Exhibition "Vite di IMI"
Commissioned by: ANRP
Location: Rome
Year: 2015
“The cold of a thousand pointed iron wires surrounded us all, snatched and mistreated by the wind. A few wooden board joined together to form a hut with a stove in the middle, with a damp and white tear of cast iron”… “Behind a deathly cold, or dead from cold. It’s the same thing.”
– Franco Mazzanti
The idea behind the “Vite di IMI” started with the study of many IMI’s personal experiences, who passed their testimony down through their stories and often through different art forms. Particularly from the latter, emerges the brutal and rough horror of the internment: the deprivation of liberty, the constriction in the camp, the prison labour, the struggles, the loss of their dignity, the death, in order to defend their choice of resistance: a “No!” paid in most cases with the highest price.
This sentence, extrapolated from a poem of Franco Mazzanti, an IMI deported to a concentration camp, summarizes some of the most popular images to be found among the artistic expressions and artworks we inherited, but also among the memories of the survivors. Iron is seen as a material but also as a feeling of deafness, sharp cold, death. The wood of the shacks is seen as a useless shelter, the silence and the resignation of dying souls. Therefore, the exhibition spaces have been set up in order to transmit the echoes of those sensations. This purpose guided the creation and design of the exhibition structure and its integration with the designated areas in order for them to become strong and distinctive elements, which can lead to the right interpretation of this exhibition path. Every room has to be a representational composition itself, with its disequilibrium between light and matter capable to transmit its message simply through the visual and spatial experience.
The architecture of this exhibit is based on the reiteration of the same structural paradigm, which supports the purpose of the exhibition tour, but at the same time provided with a strong expressivity. Its strong characterisation allows it to be capable of structuring this path and mark all the different areas of the exhibit. The sculpture is realised by assembling many black varnished iron pipes, with an inverted weight logic, created by gradually increasing the number of pipes on the upper part of the sculpture. The decorative elements in OSB wood hold on to the sculpture, hiding the few vertical elements and creating the illusion of a heavy metal twist hanging on fluctuating boxes a few centimetres from the floor. The more the structure moves away from the floor, the more the weave increases in size; pipes are more numerous and longer, until reaching a considerable size at the ceiling level. As a result, lines seem to gather all the objects, walls, lights and the visitors’ attention, and lead them to the main structural and figurative core of the element itself. It applies a strong dynamic power to the space, unifying it and condensing it into the exhibition paradigm, where the main contents of the show or the tour functions are concentrated. The lightness of the composition contrasts with the weight of the matter. The black, sharp, cold iron; the rough, unpolished, worn wood. This is all crystallised in a freeze-frame, just a moment before the inevitable collapse, whose effects the observers can imagine, and whose noise the observers can already hear.
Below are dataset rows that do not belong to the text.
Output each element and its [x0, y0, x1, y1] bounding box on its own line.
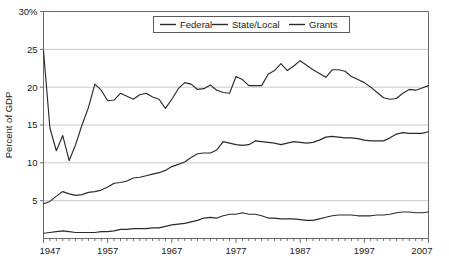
y-axis-title: Percent of GDP	[3, 92, 14, 159]
x-tick-label-1997: 1997	[354, 245, 375, 256]
y-tick-label-30: 30%	[18, 6, 38, 17]
legend-label-federal: Federal	[180, 19, 212, 30]
chart-container: 30%2520151051947195719671977198719972007…	[0, 0, 449, 263]
series-line-grants	[44, 212, 429, 233]
legend-label-state-local: State/Local	[232, 19, 280, 30]
x-tick-label-1987: 1987	[290, 245, 311, 256]
x-tick-label-1977: 1977	[225, 245, 246, 256]
x-tick-label-1957: 1957	[97, 245, 118, 256]
legend-label-grants: Grants	[309, 19, 338, 30]
line-chart: 30%2520151051947195719671977198719972007…	[0, 0, 449, 263]
series-line-state-local	[44, 132, 429, 204]
x-tick-label-1947: 1947	[40, 245, 61, 256]
x-tick-label-2007: 2007	[411, 245, 432, 256]
y-tick-label-5: 5	[32, 195, 37, 206]
y-tick-label-25: 25	[27, 44, 38, 55]
y-tick-label-15: 15	[27, 119, 38, 130]
y-tick-label-10: 10	[27, 157, 38, 168]
y-tick-label-20: 20	[27, 82, 38, 93]
x-tick-label-1967: 1967	[161, 245, 182, 256]
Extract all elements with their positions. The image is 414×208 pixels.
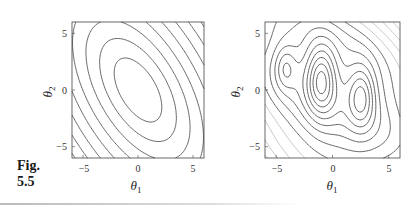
right-x-axis-label: θ1 — [327, 178, 338, 195]
left-xtick-0: 0 — [136, 163, 141, 174]
left-ytick-0: 0 — [62, 85, 67, 96]
left-ytick-neg5: −5 — [56, 141, 67, 152]
right-ytick-neg5: −5 — [249, 141, 260, 152]
left-x-axis-label: θ1 — [131, 178, 142, 195]
right-xtick-5: 5 — [387, 163, 392, 174]
right-xtick-neg5: −5 — [272, 163, 283, 174]
left-y-axis-label: θ2 — [40, 87, 57, 98]
left-contour-lines — [72, 22, 204, 158]
left-xtick-neg5: −5 — [79, 163, 90, 174]
right-contour-plot: 5 0 −5 −5 0 5 θ1 θ2 — [200, 0, 414, 200]
page-separator — [0, 203, 300, 205]
right-ytick-5: 5 — [255, 28, 260, 39]
left-ytick-5: 5 — [62, 28, 67, 39]
right-xtick-0: 0 — [331, 163, 336, 174]
left-contour-plot: 5 0 −5 −5 0 5 θ1 θ2 — [0, 0, 210, 200]
right-contour-lines — [265, 22, 400, 158]
right-ytick-0: 0 — [255, 85, 260, 96]
right-y-axis-label: θ2 — [228, 87, 245, 98]
left-xtick-5: 5 — [191, 163, 196, 174]
left-plot-frame — [72, 22, 204, 158]
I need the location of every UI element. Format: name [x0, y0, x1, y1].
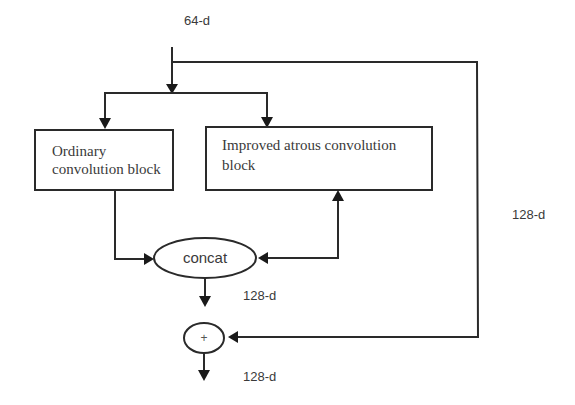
concat-output-dimension-label: 128-d	[243, 288, 276, 303]
diagram-canvas: 64-d Ordinary convolution block Improved…	[0, 0, 575, 405]
arrow-left-icon	[258, 252, 268, 264]
concat-label: concat	[183, 249, 228, 266]
output-line	[198, 353, 210, 381]
add-node: +	[184, 323, 224, 353]
plus-icon: +	[200, 331, 207, 345]
ordinary-to-concat-line	[115, 190, 154, 265]
arrow-right-icon	[144, 253, 154, 265]
input-dimension-label: 64-d	[184, 13, 210, 28]
ordinary-block-label-line2: convolution block	[52, 161, 161, 177]
concat-atrous-link	[258, 190, 344, 264]
concat-node: concat	[154, 238, 256, 278]
arrow-up-icon	[332, 190, 344, 201]
arrow-left-icon	[228, 331, 238, 343]
ordinary-block-label-line1: Ordinary	[52, 143, 107, 159]
atrous-convolution-block: Improved atrous convolution block	[206, 127, 432, 190]
concat-to-add-line	[199, 278, 211, 307]
atrous-block-label-line2: block	[222, 157, 256, 173]
input-line	[166, 47, 178, 94]
skip-dimension-label: 128-d	[512, 207, 545, 222]
arrow-down-icon	[99, 118, 111, 129]
atrous-block-label-line1: Improved atrous convolution	[222, 137, 397, 153]
arrow-down-icon	[198, 370, 210, 381]
arrow-down-icon	[199, 296, 211, 307]
branch-lines	[99, 93, 273, 129]
final-output-dimension-label: 128-d	[243, 369, 276, 384]
skip-connection-line	[172, 62, 478, 343]
ordinary-convolution-block: Ordinary convolution block	[35, 130, 173, 190]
One of the main purposes of this exhibit is to reach and get young people involved, many of whom do not know about IMI’s history. To do so, the analysis of contemporary trends, which influence the exhibition methods in the most important and innovative international museums, has been crucial. Digital technology, for instance, plays an important role in the mediation between the object and the visitor. The possibility to view or listen to the contents using your phone or tablet, allows you to acquire information in an easier, funnier and interactive way, and gives you the opportunity to filter it through your personal knowledge, studying it in depth, if needed.
The visitors of the exhibition “Vite di IMI” will have the opportunity to check an interactive map of all different rooms on their phones, accessing a panoramic picture of each room. In this picture, through which the visitor can navigate on his touchscreen, the various components of the room will be highlighted. To each of them a few description sheets will be assigned, accessible by clicking on the item itself. The map becomes a guide through this path and a support tool to the discovery of the exhibition contents, inviting us to discover every little area of the rooms in an interactive and personal way.
During the exhibit, a few screens will revolve around the exhibit structure. Multimedia contents and digitalised material will be played, like photographs, documents, movies, etc. Videos will contain narration of letter extracts, diaries and other IMI’s testimonies.
In the rooms, some wall panels will display QR codes readable through your phone, which will show the contents of the screens and further audio-video material, maximizing the possibility of studying in depth the content shown during the tour.
The use of a dynamic and interactive system will ease the learning process based on the possibility to control the information flow in a simple and personalised way, using modern communication tools, now part of our everyday life.